Farnese Vini rider Oscar Gatto edged Spaniard Alberto Contador to win the eighth stage of the Giro d'Italia today.
With two kilometres to go, Gatto went hard for the line and although Contador was in close pursuit, the 26-year-old Italian held on for the biggest victory of his career in Tropea.
Contador finished four seconds behind while Italy's Alessandro Petacchi was third.
Rabobank's Pieter Weening will spend a fourth day in the pink jersey as the leader of the race.
Philip Deignan continued to struggle finishing the stage 2m18s down in 173rd place. He dropped slightly to 148th in the overall standings and is 42m20s down on Weening heading into Sunday’s decisive Sicilian stage which features two ascents of the Mount Etna volcano.
After four straight days of hills, the sprinters looked forward to making their mark on the 217-kilometre stage that runs along the Tyrrhenian coast.
Leonardo Giordani (Farnese Vini) and Mirko Selvaggi (Vacansoleil) pulled away from the peloton early on.
The pair built an advantage of 10 minutes and 15 seconds ahead of the pack but as they entered the feeding zone at Paolo with 120km to go, their lead began to dwindle.
They were still in front by five minutes with 40km remaining in the stage.
However, with Quickstep leading the peloton that gap decreased considerably and with 7km to go, they were finally overhauled.
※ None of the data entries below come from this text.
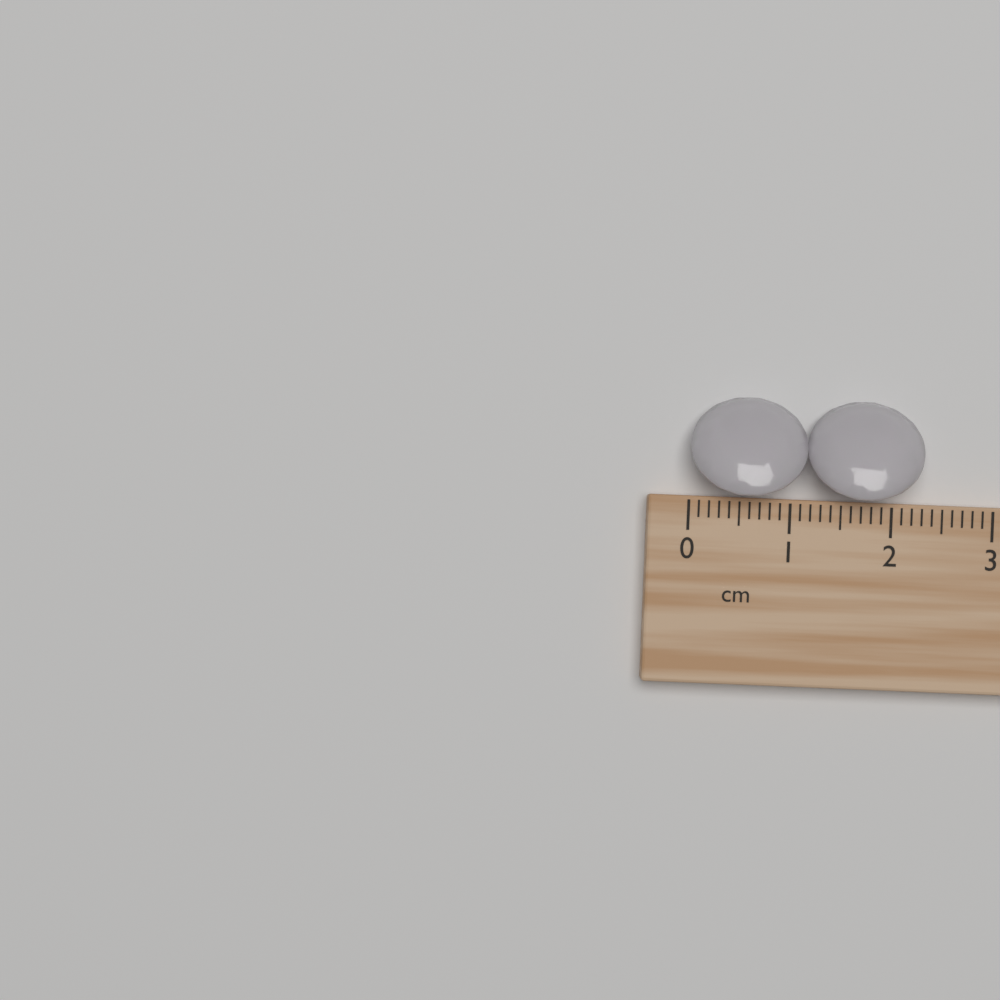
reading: 2.3 cm
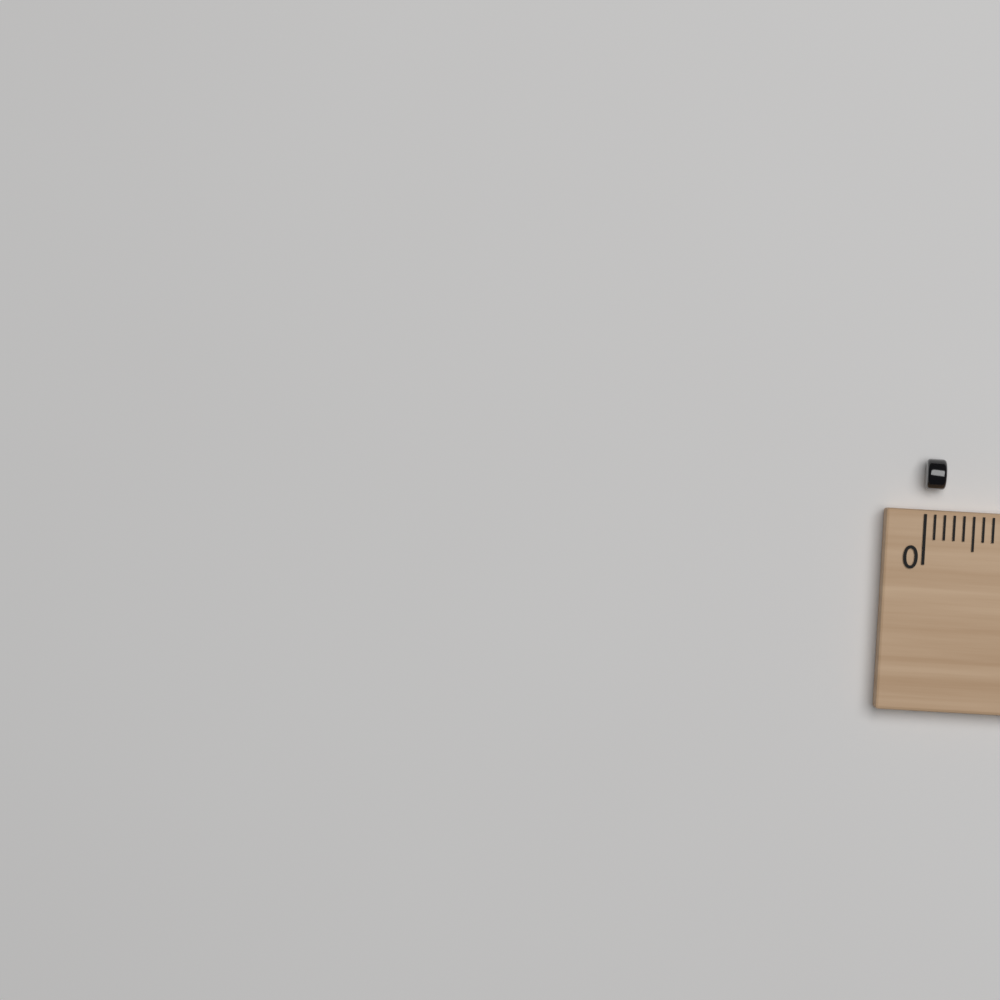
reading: 0.2 (no unit)
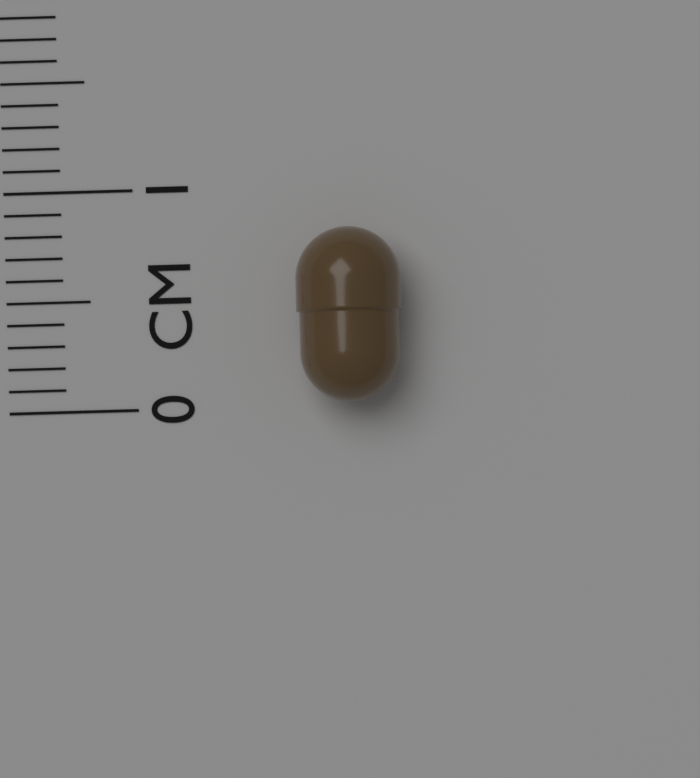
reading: 0.8 cm
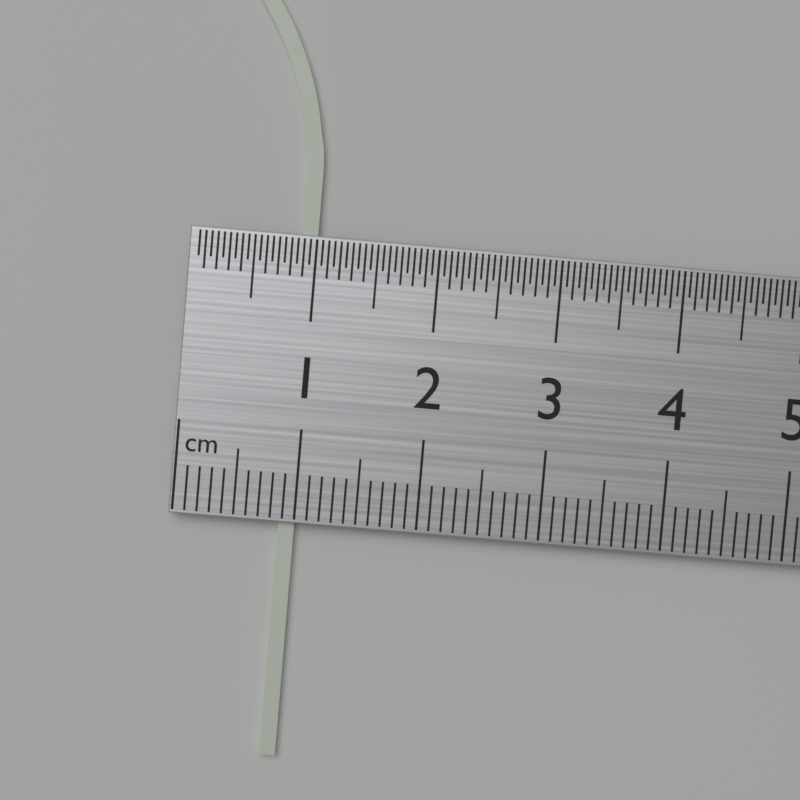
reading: 1.0 cm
Garmin then set a rapid pace at the front of the pack, yet in the last two kilometres, Gatto and Contador stepped up their bid to win and it was the Italian who prevailed with the partisan home crowd cheering him on.
The Quickstep and HTC teams of Petacchi and Britain's Mark Cavendish had no answer on the afternoon.
Despite Saxo Bank's Contador inability to catch Gatto on the day, the pre-race favourite benefitted from the 12 bonus seconds his runner-up finish has given him ahead of tomorrow's ascent of Etna.